1.The death toll from Mexico's drug war passed the 10,000 mark in early November, reaching
10,035 killed since the start of the year. At that pace (1,000 per month), there will be around 12,000 deaths in 2010 from the War on Drugs (including so far this year 52 soldiers, 637 police officers, 276 minors, 326 decapitated victims, almost 800 victims who were tortured before being executed, etc.), which could more accurately be called "The War on Innocent Mexican People Because of Insane Drug Laws." One thousand drug-related murders per month would be more than 33 killings every day, and
more than one murder every hour of each day.
The 12,000 drug-related murders in Mexico this year will bring the drug death toll in the last five years to about 30,000 (see chart above) as a result of drug laws in Mexico and the U.S. In contrast, there have been "only" 4,561 combat-related American deaths in Afghanistan and Iraq combined since 2001.
2. As a Result of the War on Drugs, Mexico Has Its First Displaced-Persons Camp (source)
"When Hurricane Karl struck south-eastern Mexico in September, around 3,500 people left their homes to escape flooding. Last week, it was the north-east of the country that saw a displaced-persons camp sprout up. But the 400 people who are currently holed up in the event hall of the Lions Club, a charity group in the border city of Ciudad Miguel Alemán, were not relocated by act of God. Instead, they have fled from a man-made disaster: the fierce battle between the area’s two warring drug gangs, the Zetas and the Gulf “cartel,” for control of trafficking and dealing in the nearby town of Mier.
The drug gangs have plundered the well; burned the city’s police station, several businesses and dozens of vehicles; hung a dismembered corpse in a public park; and engaged in regular firefights. Schools have closed, and even the local government has abandoned its offices in favour of safer quarters in Ciudad Miguel Alemán, 15km away.

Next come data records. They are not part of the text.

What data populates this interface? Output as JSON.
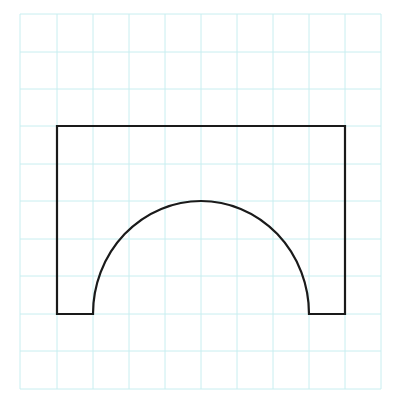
{
  "figure": {
    "width": 401,
    "height": 415,
    "background": "#ffffff"
  },
  "grid": {
    "color": "#c8eef0",
    "stroke_width": 1,
    "x_lines": [
      20,
      57,
      93,
      129,
      165,
      201,
      237,
      273,
      309,
      345,
      381
    ],
    "y_lines": [
      14,
      52,
      89,
      126,
      164,
      201,
      239,
      276,
      314,
      351,
      389
    ],
    "columns": 10,
    "rows": 10
  },
  "shape": {
    "name": "rectangle-with-semicircular-arch-cutout",
    "stroke": "#1a1a1a",
    "stroke_width": 2.2,
    "fill": "none",
    "outer_rect": {
      "left": 57,
      "top": 126,
      "right": 345,
      "bottom": 314
    },
    "arch": {
      "left": 93,
      "right": 309,
      "base_y": 314,
      "peak_y": 201
    },
    "grid_units": {
      "width": 8,
      "height": 5,
      "arch_width": 6,
      "arch_height": 3
    }
  }
}
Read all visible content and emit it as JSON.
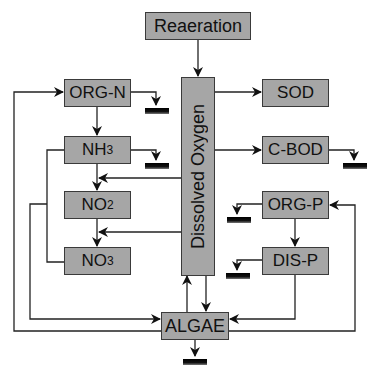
{
  "diagram": {
    "box_fill": "#a6a6a6",
    "nodes": {
      "reaeration": {
        "label": "Reaeration"
      },
      "dissolved_oxygen": {
        "label": "Dissolved Oxygen"
      },
      "org_n": {
        "label": "ORG-N"
      },
      "nh3": {
        "label": "NH",
        "sub": "3"
      },
      "no2": {
        "label": "NO",
        "sub": "2"
      },
      "no3": {
        "label": "NO",
        "sub": "3"
      },
      "sod": {
        "label": "SOD"
      },
      "c_bod": {
        "label": "C-BOD"
      },
      "org_p": {
        "label": "ORG-P"
      },
      "dis_p": {
        "label": "DIS-P"
      },
      "algae": {
        "label": "ALGAE"
      }
    },
    "edges": [
      {
        "from": "Reaeration",
        "to": "Dissolved Oxygen"
      },
      {
        "from": "Dissolved Oxygen",
        "to": "SOD"
      },
      {
        "from": "Dissolved Oxygen",
        "to": "C-BOD"
      },
      {
        "from": "Dissolved Oxygen",
        "to": "NH3->NO2"
      },
      {
        "from": "Dissolved Oxygen",
        "to": "NO2->NO3"
      },
      {
        "from": "Dissolved Oxygen",
        "to": "ALGAE"
      },
      {
        "from": "ALGAE",
        "to": "Dissolved Oxygen"
      },
      {
        "from": "ORG-N",
        "to": "NH3"
      },
      {
        "from": "NH3",
        "to": "NO2"
      },
      {
        "from": "NO2",
        "to": "NO3"
      },
      {
        "from": "NH3",
        "to": "ALGAE"
      },
      {
        "from": "NO3",
        "to": "ALGAE"
      },
      {
        "from": "ALGAE",
        "to": "ORG-N"
      },
      {
        "from": "ORG-P",
        "to": "DIS-P"
      },
      {
        "from": "DIS-P",
        "to": "ALGAE"
      },
      {
        "from": "ALGAE",
        "to": "ORG-P"
      }
    ],
    "settling_sinks": [
      "ORG-N",
      "NH3",
      "C-BOD",
      "ORG-P",
      "DIS-P",
      "ALGAE"
    ]
  }
}
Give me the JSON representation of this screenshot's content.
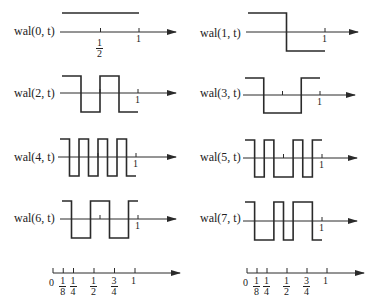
{
  "diagram": {
    "type": "walsh-functions",
    "line_color": "#2a2a2a",
    "panels": [
      {
        "label": "wal(0, t)",
        "index": 0,
        "transitions": [],
        "start": 1
      },
      {
        "label": "wal(1, t)",
        "index": 1,
        "transitions": [
          0.5
        ],
        "start": 1
      },
      {
        "label": "wal(2, t)",
        "index": 2,
        "transitions": [
          0.25,
          0.5,
          0.75
        ],
        "start": 1
      },
      {
        "label": "wal(3, t)",
        "index": 3,
        "transitions": [
          0.25,
          0.75
        ],
        "start": 1
      },
      {
        "label": "wal(4, t)",
        "index": 4,
        "transitions": [
          0.125,
          0.25,
          0.375,
          0.5,
          0.625,
          0.75,
          0.875
        ],
        "start": 1
      },
      {
        "label": "wal(5, t)",
        "index": 5,
        "transitions": [
          0.125,
          0.25,
          0.375,
          0.625,
          0.75,
          0.875
        ],
        "start": 1
      },
      {
        "label": "wal(6, t)",
        "index": 6,
        "transitions": [
          0.125,
          0.375,
          0.625,
          0.875
        ],
        "start": 1
      },
      {
        "label": "wal(7, t)",
        "index": 7,
        "transitions": [
          0.125,
          0.375,
          0.5,
          0.625,
          0.875
        ],
        "start": 1
      }
    ],
    "axis_tick_labels": {
      "one": "1",
      "half_num": "1",
      "half_den": "2"
    },
    "ruler": {
      "zero": "0",
      "ticks": [
        {
          "value": 0.125,
          "num": "1",
          "den": "8"
        },
        {
          "value": 0.25,
          "num": "1",
          "den": "4"
        },
        {
          "value": 0.5,
          "num": "1",
          "den": "2"
        },
        {
          "value": 0.75,
          "num": "3",
          "den": "4"
        },
        {
          "value": 1,
          "num": "1",
          "den": ""
        }
      ]
    }
  }
}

Many smaller municipalities along the border have also become virtual ghost towns this year. But the recent flare-up in Mier happened so quickly that some residents did not have time to arrange for a place to stay. In response, the town’s government-in-exile established a shelter at the Lions Club, and offered the room to those with nowhere to go."
MP: Can there be any rational, logical solution to stop this insanity other than the obvious one - legalization?